May 25, 2013

J. D. Salinger and the Cult of Celebrity

200px-Rye_catcher-190x300 (1)Did you know that once upon a time, books were published without an author biography or photo? Why do you suppose? The straightforward answer is that the work – the book – was intended to stand on its own. What the author wrote about, and the way it was written, was sufficient. We, the readers, appreciated – or rejected – a book for what it was, not who the author was, or how much of the author’s real life played a role in the story. The character was a character, and the author was the author.

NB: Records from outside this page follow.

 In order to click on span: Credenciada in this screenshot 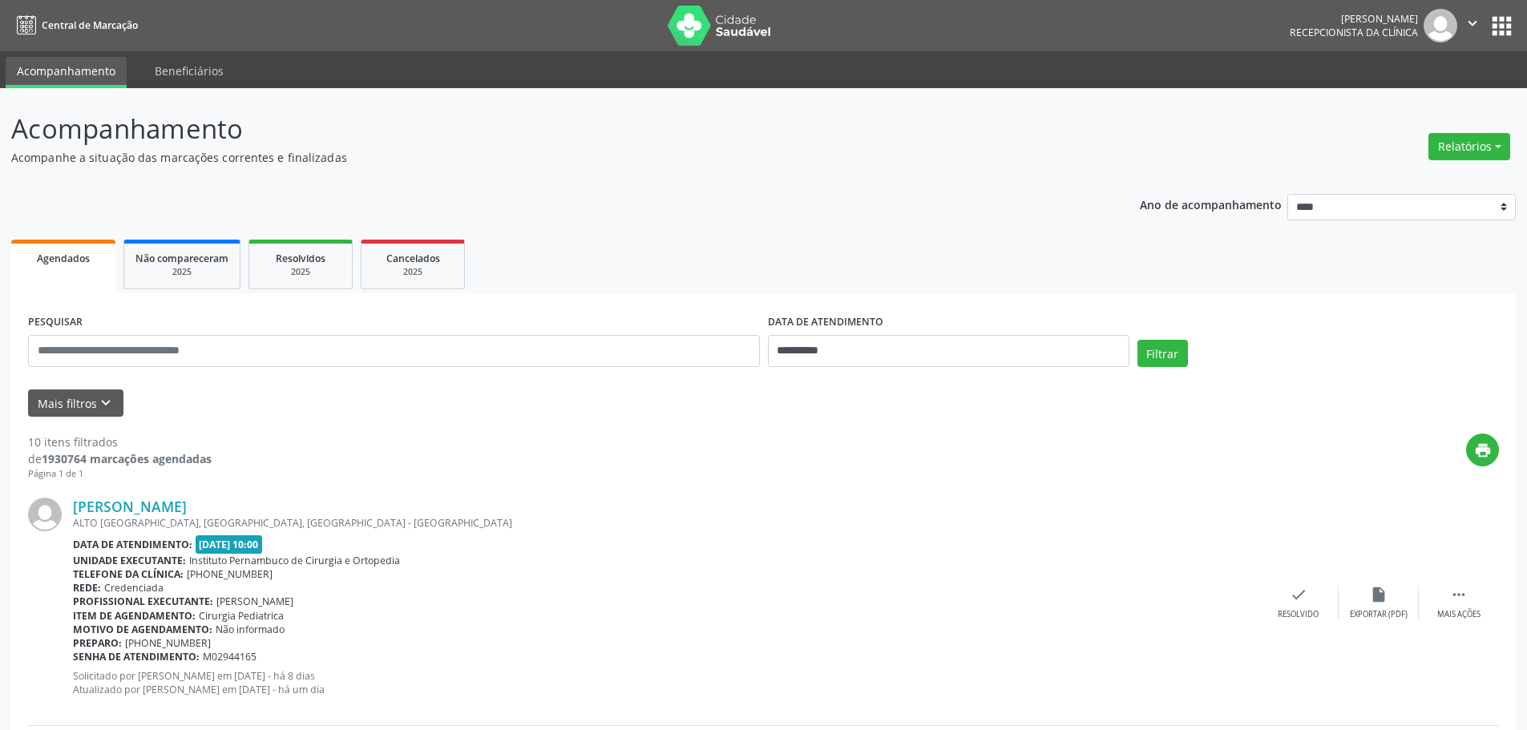, I will do `click(134, 588)`.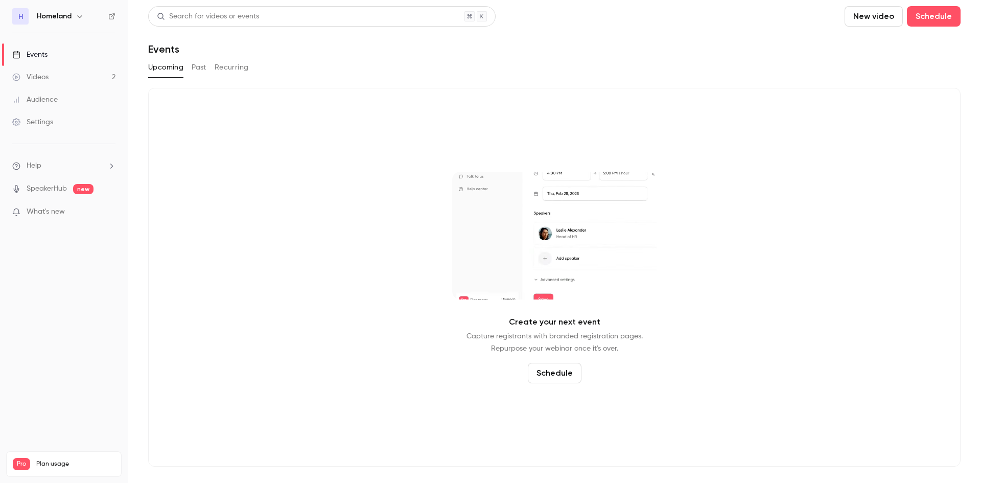  Describe the element at coordinates (64, 166) in the screenshot. I see `li: help-dropdown-opener` at that location.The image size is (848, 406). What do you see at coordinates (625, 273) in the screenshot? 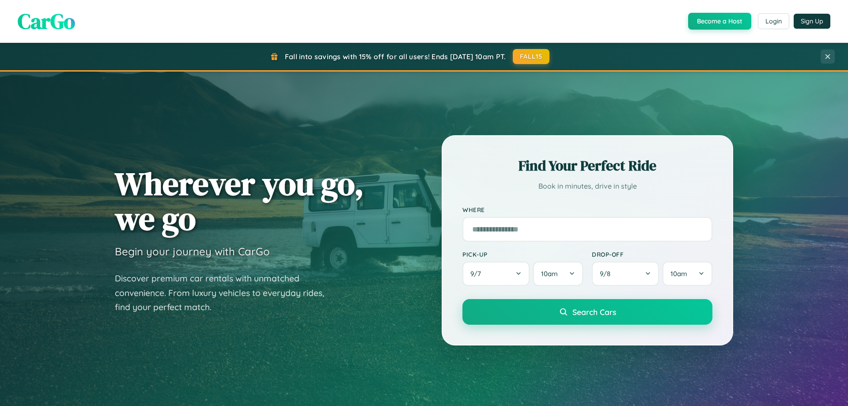
I see `button: 9/8` at bounding box center [625, 273].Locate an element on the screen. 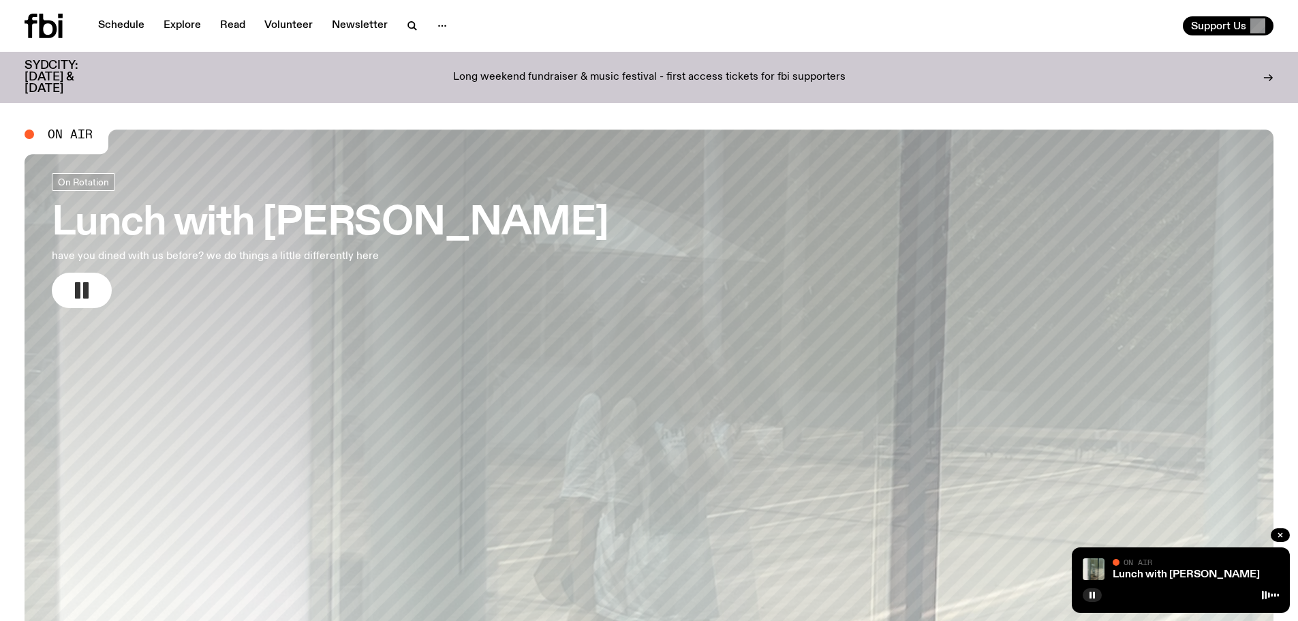 Image resolution: width=1298 pixels, height=621 pixels. a: Volunteer is located at coordinates (288, 26).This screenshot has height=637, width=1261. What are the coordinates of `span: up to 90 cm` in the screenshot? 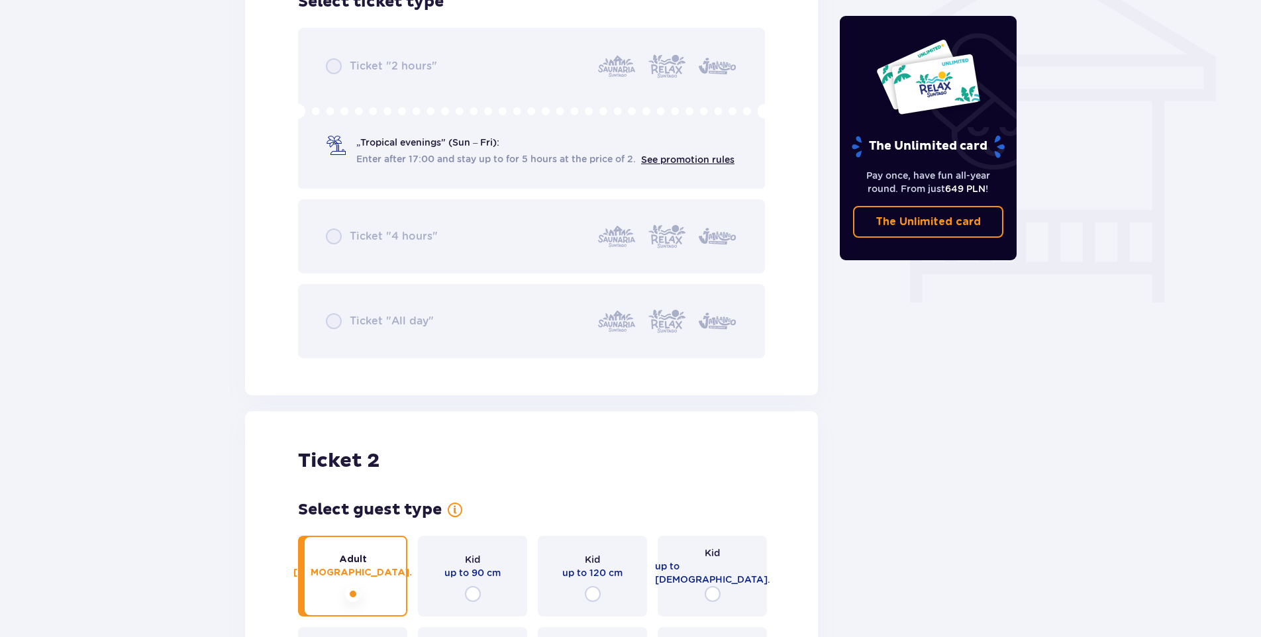 It's located at (472, 573).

Of course, that’s all changed. Now, in many cases, a large number of people care more about the author’s personal life than what’s in the books they write. The exception being if it’s an autobiography or a memoir. If an author wants to reveal all kinds of personal information in one of the latter, then more power to ’em.

That was not the case with J. D. Salinger, who wrote The Catcher in the Rye and other notable fiction in the 1950s. He never wanted a lick of publicity. That’s why he left New York City for rural Vermont, where only a handful of people even knew where he was.

I read recently that a film director named Shane Salerno, whose oeuvre focuses on action movies, is releasing a documentary about Salinger this fall. He and the producer promise it will reveal secrets which, we can assume, Salinger would have wished to keep to himself. And so the most famous of author-recluses is now going to be outed by someone who hopes to make a bunch of money with a salacious documentary film.

These days, it’s hard to write a novel and not have people ask if it’s autobiographical. I know this to be a fact. I also know that whether I answer yes, no, or perhaps a little, it won’t matter. Those people will read my novel and think it’s about my life. I think that’s too bad. To paraphrase Shakespeare, the story’s the thing. If it’s a good tale, who cares if it’s about the author or not? If it’s well-written, it stands on its own. The rest doesn’t matter.

I think Salinger would agree with me.